There is a value in this that an economic model of shortcuts and profits could not possibly understand. And if one looks at areas such as Blackpool, the sense of decay begins with the lack of thriving high streets. The Labour Party is slowly beginning to grasp this and has called for measures that allow councils to take ownership of vacant shops. This would entail of councils working with owners of vacant shops to revitalise the business. Should this not prove possible, the council would then secure management of the shop, though the owner would be able to eventually claim the rent payment on it.

Whilst there needs to be more on this front, it is at least a sign that Labour is thinking in the correct direction. What is also crucial to the survival of the high street in the face of the current pressures is the end of lockdown courtesy of a successful widespread vaccine programme. The government has moved swiftly on securing vaccines for the country, and should the UK be in a position to emerge out of lockdown soon, that would a lifeline for many businesses currently drowning. The prospect of another Christmas with the shutters pulled down would simply obliterate countless smaller businesses.

It is too easy to dismiss concerns of the rapid pace of change as nostalgia and refusal to accept the modern times, but the era of increasingly replacing high street retail with e-commerce must be robustly resisted in the interests of preserving what makes our local communities enchanting. Towns like Green Street depend on the small businesses that provide a sense of heart and history to the community. However, just preserving the past is not enough. We need to also help revitalise them with new businesses.

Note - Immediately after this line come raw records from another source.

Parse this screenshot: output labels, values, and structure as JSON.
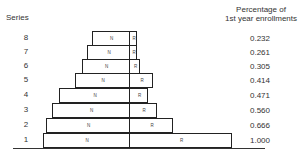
{
  "header": {
    "series_label": "Series",
    "pct_label_line1": "Percentage of",
    "pct_label_line2": "1st year enrollments"
  },
  "segment_labels": {
    "left": "N",
    "right": "R"
  },
  "rows": [
    {
      "series": "8",
      "pct": "0.232",
      "left": 92,
      "right": 137,
      "top": 31
    },
    {
      "series": "7",
      "pct": "0.261",
      "left": 87,
      "right": 137,
      "top": 45
    },
    {
      "series": "6",
      "pct": "0.305",
      "left": 82,
      "right": 140,
      "top": 59
    },
    {
      "series": "5",
      "pct": "0.414",
      "left": 75,
      "right": 153,
      "top": 73
    },
    {
      "series": "4",
      "pct": "0.471",
      "left": 59,
      "right": 148,
      "top": 88
    },
    {
      "series": "3",
      "pct": "0.560",
      "left": 52,
      "right": 157,
      "top": 103
    },
    {
      "series": "2",
      "pct": "0.666",
      "left": 46,
      "right": 173,
      "top": 118
    },
    {
      "series": "1",
      "pct": "1.000",
      "left": 43,
      "right": 232,
      "top": 133
    }
  ],
  "chart_data": {
    "type": "bar",
    "xlabel": "",
    "ylabel": "Series",
    "categories": [
      "1",
      "2",
      "3",
      "4",
      "5",
      "6",
      "7",
      "8"
    ],
    "series": [
      {
        "name": "Percentage of 1st year enrollments",
        "values": [
          1.0,
          0.666,
          0.56,
          0.471,
          0.414,
          0.305,
          0.261,
          0.232
        ]
      }
    ],
    "segment_labels": [
      "N",
      "R"
    ]
  }
}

One tool in revitalising the high streets is community ownership, which means businesses are democratically owned by the local residents. A great example of this are community pubs – while one in five British pubs had to close between 2009 – 2019, every single one of the 118 community pubs in the country has remained in operation since the first one was established in 2004. Even as Covid has wreaked havoc in the pub industry, not a single one of the community pubs have been forced to close permanently.

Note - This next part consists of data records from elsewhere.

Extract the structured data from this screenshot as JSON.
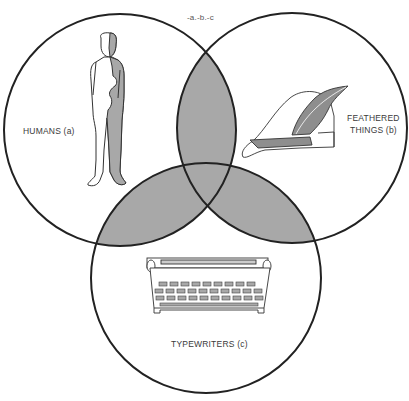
{
  "diagram": {
    "type": "venn",
    "outside_label": "-a.-b.-c",
    "shade_color": "#a8a8a8",
    "stroke_color": "#222222",
    "sets": [
      {
        "id": "a",
        "label": "HUMANS (a)",
        "lines": [
          "HUMANS (a)"
        ],
        "cx": 120,
        "cy": 130,
        "r": 116,
        "icon": "human-figure"
      },
      {
        "id": "b",
        "label": "FEATHERED THINGS (b)",
        "lines": [
          "FEATHERED",
          "THINGS (b)"
        ],
        "cx": 292,
        "cy": 128,
        "r": 115,
        "icon": "feathered-hat"
      },
      {
        "id": "c",
        "label": "TYPEWRITERS (c)",
        "lines": [
          "TYPEWRITERS (c)"
        ],
        "cx": 206,
        "cy": 278,
        "r": 115,
        "icon": "typewriter"
      }
    ],
    "shaded_regions": [
      "a.b",
      "a.c",
      "b.c",
      "a.b.c"
    ]
  }
}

With bipartisan support, the government has recently announced a £150 million Community Ownership Fund to help ordinary people buy or take over local community assets at risk of being lost and convert them into community-owned cooperatives. The focus is especially on pubs and sports amenities. The funding will be provided in the form of matched investment in crowdfunding campaigns of community share offerings. Community shares are a form of financial securities that allow investment into cooperatives – the investor receives no voting rights in the enterprise, but they do receive a modest return and can withdraw the money after an agreed period. The first community shares were issued in 2012, and since then they have raised over £155 million from over 104,000 ordinary people. This has included 585 campaigns of which only 10 have failed to an extent that the investors have lost any money, and the average return has been around 4.8%. The Community Ownership Fund The Community Ownership Fund will make matched investments – so if a community group raises £100,000 of community share investments, the fund will invest an additional £100,000. The matched investments are capped at £250,000 but exceptions can be made for fan-owned sports teams, that can be provided with a maximum of 1 million pounds in exceptional circumstances. We at Mutual Interest will be doing our best to help promote these campaigns.

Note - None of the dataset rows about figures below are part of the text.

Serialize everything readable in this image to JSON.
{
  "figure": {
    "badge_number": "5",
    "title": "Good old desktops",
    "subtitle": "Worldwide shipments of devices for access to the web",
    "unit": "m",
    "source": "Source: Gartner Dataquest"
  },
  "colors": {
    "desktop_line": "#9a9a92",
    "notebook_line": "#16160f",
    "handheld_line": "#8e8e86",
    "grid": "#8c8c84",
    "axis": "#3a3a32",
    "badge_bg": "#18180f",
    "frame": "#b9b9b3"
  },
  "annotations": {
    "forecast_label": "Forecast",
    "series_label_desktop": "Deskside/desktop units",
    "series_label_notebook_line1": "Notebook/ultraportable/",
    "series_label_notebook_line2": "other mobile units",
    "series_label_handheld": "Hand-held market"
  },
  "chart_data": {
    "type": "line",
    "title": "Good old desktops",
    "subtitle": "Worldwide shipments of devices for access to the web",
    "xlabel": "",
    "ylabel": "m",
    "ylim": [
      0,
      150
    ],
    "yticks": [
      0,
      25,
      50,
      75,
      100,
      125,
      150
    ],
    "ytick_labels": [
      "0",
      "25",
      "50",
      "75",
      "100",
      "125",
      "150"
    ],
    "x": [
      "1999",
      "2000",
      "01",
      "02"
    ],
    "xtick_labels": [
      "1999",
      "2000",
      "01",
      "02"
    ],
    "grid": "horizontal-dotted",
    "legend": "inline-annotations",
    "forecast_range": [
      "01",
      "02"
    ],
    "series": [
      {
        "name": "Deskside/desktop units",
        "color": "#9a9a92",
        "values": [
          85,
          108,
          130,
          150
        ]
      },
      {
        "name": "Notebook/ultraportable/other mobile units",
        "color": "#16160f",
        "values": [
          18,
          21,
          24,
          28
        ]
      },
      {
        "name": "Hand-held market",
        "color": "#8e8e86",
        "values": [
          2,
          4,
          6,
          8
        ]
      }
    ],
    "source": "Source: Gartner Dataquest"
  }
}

The atomization of individuals and concentration of faceless, rootless capital that seeks to solely maximise profits is ripping apart the social fabric that binds us together into neighbourhoods and communities. Government interventions are needed, but this tragic pandemic has also led into spontaneous outbursts of neighbours helping each other. We must not let this spirit fade away, but it should rather be harnessed into a force that will breath new life into our communities, creating stronger neighbourhood ties and more lively high streets.